Assessing Critical Thinking and Information Literacy at WSU: AY 2012-13 Roots of Contemporary Issues [ROOT] Pilot Final Papers Assessment Project

With WSU’s new General Education program (UCORE) inaugurated in 2012-13, the Roots of Contemporary Issues Final Papers Assessment Project was piloted for the first time, to provide [ROOT] faculty with information for program improvement, as well as assess student learning on two of the WSU Learning Goals (Critical & Creative Thinking and Information Literacy). Reported in the AY 2012-13 [ROOT] Pilot Final Papers Assessment Summary of Key Evidence for UCORE (PDF), pilot results indicated that the average student taking History 105 performed at a “Developing First Year-Level” or higher for all eight of the elements evaluated to assess Critical & Creative Thinking and Information Literacy

Roots of Contemporary Issues [ROOT] courses are foundational first-year experience courses for UCORE. The courses introduce students to five of the seven university learning goals (Critical & Creative Thinking, Information Literacy, Communication, Diversity, and Depth, Breadth & Integration of Learning) by asking students to understand the historical and global roots of various issues facing the world today. Paralleling a series of in-class lessons and assignments, students work over the course of the semester to identify the historical and global roots of a contemporary issue facing the world of interest to them. The final independent research assignment asks students to use the critical thinking and information literacy skills they have developed throughout the class. A series of four integrative assignments, called the Library Research Assignments, build up over the semester to help students identify a topic, find and assess primary and secondary sources relevant to a better understanding of the topic, develop a research question and craft a thesis, learn appropriate citation standards for university writing, and compose a well-crafted final research essay.

The [ROOT] Steering Committee and faculty, in collaboration with the WSU Libraries, developed a rubric that aligned with course expectations and the Critical & Creative Thinking and Information Literacy WSU Learning Goals. This rubric asked whether in these final papers students:

  1. constructed a thesis that articulated a historical argument,
  2. selected and evaluated multiple primary and secondary sources appropriate to a research paper,
  3. critically evaluated the nature of those sources,
  4. used those sources in a way that suggests that they understood the relationship between the nature of the source and the kinds of conclusions they could draw from it,
  5. identified the historical roots of their contemporary issue,
  6. used evidence necessary to construct an argument,
  7. produced a complete and properly-cited bibliography and
  8. used a citation system.

For additional information, see Roots of Contemporary Issues [ROOT] Assessment.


WORK ORDER =
Character for character, write out the data below.

--- DATA SUPPLIED Enclosed Below ---

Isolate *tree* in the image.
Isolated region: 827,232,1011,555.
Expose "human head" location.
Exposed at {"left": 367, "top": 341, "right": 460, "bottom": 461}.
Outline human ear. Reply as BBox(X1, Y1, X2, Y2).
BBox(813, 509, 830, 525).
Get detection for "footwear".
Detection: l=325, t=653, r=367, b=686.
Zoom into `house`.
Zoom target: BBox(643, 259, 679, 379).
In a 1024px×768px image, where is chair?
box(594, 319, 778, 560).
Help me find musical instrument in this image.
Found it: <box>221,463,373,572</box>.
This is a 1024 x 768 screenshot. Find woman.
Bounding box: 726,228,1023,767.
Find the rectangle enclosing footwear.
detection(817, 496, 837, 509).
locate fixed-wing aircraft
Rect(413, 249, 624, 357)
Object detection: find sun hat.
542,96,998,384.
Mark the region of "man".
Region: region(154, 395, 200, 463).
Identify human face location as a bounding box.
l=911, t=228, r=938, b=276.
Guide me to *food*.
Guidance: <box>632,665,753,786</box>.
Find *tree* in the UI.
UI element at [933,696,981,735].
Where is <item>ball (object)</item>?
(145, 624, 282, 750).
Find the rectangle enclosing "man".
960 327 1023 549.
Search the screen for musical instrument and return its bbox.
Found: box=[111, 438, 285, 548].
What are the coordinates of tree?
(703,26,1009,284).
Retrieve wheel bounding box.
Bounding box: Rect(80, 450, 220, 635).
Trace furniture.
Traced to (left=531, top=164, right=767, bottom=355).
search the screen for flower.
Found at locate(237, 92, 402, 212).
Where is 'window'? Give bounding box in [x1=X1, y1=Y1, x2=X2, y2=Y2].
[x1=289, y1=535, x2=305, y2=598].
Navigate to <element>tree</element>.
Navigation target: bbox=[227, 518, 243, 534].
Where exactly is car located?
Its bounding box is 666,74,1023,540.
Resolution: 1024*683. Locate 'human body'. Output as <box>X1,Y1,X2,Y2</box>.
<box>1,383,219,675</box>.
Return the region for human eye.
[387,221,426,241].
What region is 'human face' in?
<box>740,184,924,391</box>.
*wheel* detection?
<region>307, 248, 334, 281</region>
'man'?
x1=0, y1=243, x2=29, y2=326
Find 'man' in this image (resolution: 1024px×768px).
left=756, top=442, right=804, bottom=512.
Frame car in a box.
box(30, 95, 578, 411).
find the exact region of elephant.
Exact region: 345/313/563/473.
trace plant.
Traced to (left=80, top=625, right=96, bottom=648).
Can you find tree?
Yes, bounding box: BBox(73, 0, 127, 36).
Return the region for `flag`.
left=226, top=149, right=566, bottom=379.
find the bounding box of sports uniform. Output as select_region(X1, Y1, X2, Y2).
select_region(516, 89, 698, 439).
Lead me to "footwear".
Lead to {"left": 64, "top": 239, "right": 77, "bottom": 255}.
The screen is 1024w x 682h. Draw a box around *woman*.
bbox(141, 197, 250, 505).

--- End of Enclosed DATA SUPPLIED ---

YOUR RESPONSE =
Isolate *tree* in the image.
Isolated region: 827,232,1011,555.
Expose "human head" location.
Exposed at {"left": 367, "top": 341, "right": 460, "bottom": 461}.
Outline human ear. Reply as BBox(X1, Y1, X2, Y2).
BBox(813, 509, 830, 525).
Get detection for "footwear".
Detection: l=325, t=653, r=367, b=686.
Zoom into `house`.
Zoom target: BBox(643, 259, 679, 379).
In a 1024px×768px image, where is chair?
box(594, 319, 778, 560).
Help me find musical instrument in this image.
Found it: <box>221,463,373,572</box>.
This is a 1024 x 768 screenshot. Find woman.
Bounding box: 726,228,1023,767.
Find the rectangle enclosing footwear.
detection(817, 496, 837, 509).
locate fixed-wing aircraft
Rect(413, 249, 624, 357)
Object detection: find sun hat.
542,96,998,384.
Mark the region of "man".
Region: region(154, 395, 200, 463).
Identify human face location as a bounding box.
l=911, t=228, r=938, b=276.
Guide me to *food*.
Guidance: <box>632,665,753,786</box>.
Find *tree* in the UI.
UI element at [933,696,981,735].
Where is <item>ball (object)</item>?
(145, 624, 282, 750).
Find the rectangle enclosing "man".
960 327 1023 549.
Search the screen for musical instrument and return its bbox.
Found: box=[111, 438, 285, 548].
What are the coordinates of tree?
(703,26,1009,284).
Retrieve wheel bounding box.
Bounding box: Rect(80, 450, 220, 635).
Trace furniture.
Traced to (left=531, top=164, right=767, bottom=355).
search the screen for flower.
Found at locate(237, 92, 402, 212).
Where is 'window'? Give bounding box in [x1=X1, y1=Y1, x2=X2, y2=Y2].
[x1=289, y1=535, x2=305, y2=598].
Navigate to <element>tree</element>.
Navigation target: bbox=[227, 518, 243, 534].
Where exactly is car located?
Its bounding box is 666,74,1023,540.
Resolution: 1024*683. Locate 'human body'. Output as <box>X1,Y1,X2,Y2</box>.
<box>1,383,219,675</box>.
Return the region for human eye.
[387,221,426,241].
What region is 'human face' in?
<box>740,184,924,391</box>.
*wheel* detection?
<region>307, 248, 334, 281</region>
'man'?
x1=0, y1=243, x2=29, y2=326
Find 'man' in this image (resolution: 1024px×768px).
left=756, top=442, right=804, bottom=512.
Frame car in a box.
box(30, 95, 578, 411).
find the exact region of elephant.
Exact region: 345/313/563/473.
trace plant.
Traced to (left=80, top=625, right=96, bottom=648).
Can you find tree?
Yes, bounding box: BBox(73, 0, 127, 36).
Return the region for `flag`.
left=226, top=149, right=566, bottom=379.
find the bounding box of sports uniform. Output as select_region(X1, Y1, X2, Y2).
select_region(516, 89, 698, 439).
Lead me to "footwear".
Lead to {"left": 64, "top": 239, "right": 77, "bottom": 255}.
The screen is 1024w x 682h. Draw a box around *woman*.
bbox(141, 197, 250, 505).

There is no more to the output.